Redazione RHC : 16 August 2025 06:33
Eighteen years after a brainstem stroke left Anne Johnson almost completely paralyzed, she’s now using a brain-computer interface (BCI) that converts speech directly from brain signals. In 2005, at age 30, the Saskatchewan teacher and athletic trainer suffered a brain injury that left her with locked-in syndrome, in which she remains conscious but unable to speak or move.
For years, she communicated through an eye-tracking system, speaking at a rate of about 14 words per minute, significantly slower than the 160 words a person normally speaks. In 2022, she became the third participant in a clinical trial conducted by the University of California, Berkeley, and UCSF that aims to restore speech in people with severe paralysis.
The neuroprosthetic system used records electrical activity in the cortical area responsible for articulation, bypassing damaged signal transmission pathways. An implant with a series of intracranial electrodes is placed on the surface of this area. When the patient tries to pronounce words, sensors record characteristic patterns of activity and transmit them to a computer. Machine learning algorithms then convert the streams of neural signals into text, speech, or facial expressions of a digital avatar, including basic expressions like a smile or frown.
Initially, the system worked on sequential patterns that produced results only after the entire sentence was completed, resulting in a delay of about eight seconds. In March 2025, Nature Neuroscience reported the move to a streaming architecture: the conversion now occurs in near real time, with a pause of about a second.
For maximum customization, the developers restored the timbre and intonation of the recording of Johnson’s 2004 wedding speech and also made it possible to choose the avatar’s appearance so that it is recognizable and conveys familiar visual cues.
The project leaders—University of California, Berkeley, associate professor of electrical and computer engineering Gopala Anumanchipalli, University of California, Berkeley, neurosurgeon Edward Chang, and Berkeley graduate student Kylo Littlejohn – see the ultimate goal as plug-and-play technology that would make the prototypes standard clinical tools.
Short-term goals include developing fully wireless implants that eliminate the need for a physical connection to a computer and creating more realistic avatars for natural communication. In the future, they plan to move to digital “lookalikes” that can reproduce not only a voice but also a familiar communication style along with nonverbal cues.
This technology is particularly important for a small but vulnerable group of people who have lost speech due to stroke, ALS, or trauma. The developers emphasize a key ethical point: decoding is activated only when a person consciously attempts to pronounce words. This allows the user to maintain control over communication and minimizes the risk of invasion of personal space.
For Anne, participating in the program was a milestone: she is considering working as a counselor in a rehabilitation center and conducting conversations with clients through a neuroprosthetic. With the current latency of about a second and rapidly improving artificial intelligence models, research teams are cautious about the possibility of voice restoration systems being ready for mass use in the near future. Essentially, we’re talking about a technology that restores the voice of those who have lost it and makes dialogue sound natural again, not through slow “eye typing,” but in a familiar, live form.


**What the exercise asks:** Repeat each entry as written, dropping any picture you find.

**Record excerpts:**
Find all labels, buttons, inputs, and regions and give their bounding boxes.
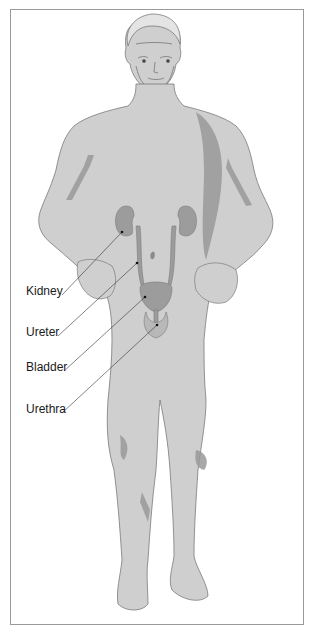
urethra-label: Urethra (26, 402, 66, 416)
ureter-label: Ureter (26, 325, 59, 339)
left-hand (77, 259, 115, 299)
kidney-label: Kidney (26, 284, 63, 298)
human-figure-illustration (0, 0, 311, 633)
left-kidney (115, 206, 134, 236)
bladder-label: Bladder (26, 360, 67, 374)
right-kidney (178, 206, 197, 236)
torso (39, 84, 273, 610)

**Solution to this exercise:**
Find all labels, buttons, inputs, and regions and give their bounding boxes.
urethra-label: Urethra (26, 402, 66, 416)
ureter-label: Ureter (26, 325, 59, 339)
left-hand (77, 259, 115, 299)
kidney-label: Kidney (26, 284, 63, 298)
human-figure-illustration (0, 0, 311, 633)
left-kidney (115, 206, 134, 236)
bladder-label: Bladder (26, 360, 67, 374)
right-kidney (178, 206, 197, 236)
torso (39, 84, 273, 610)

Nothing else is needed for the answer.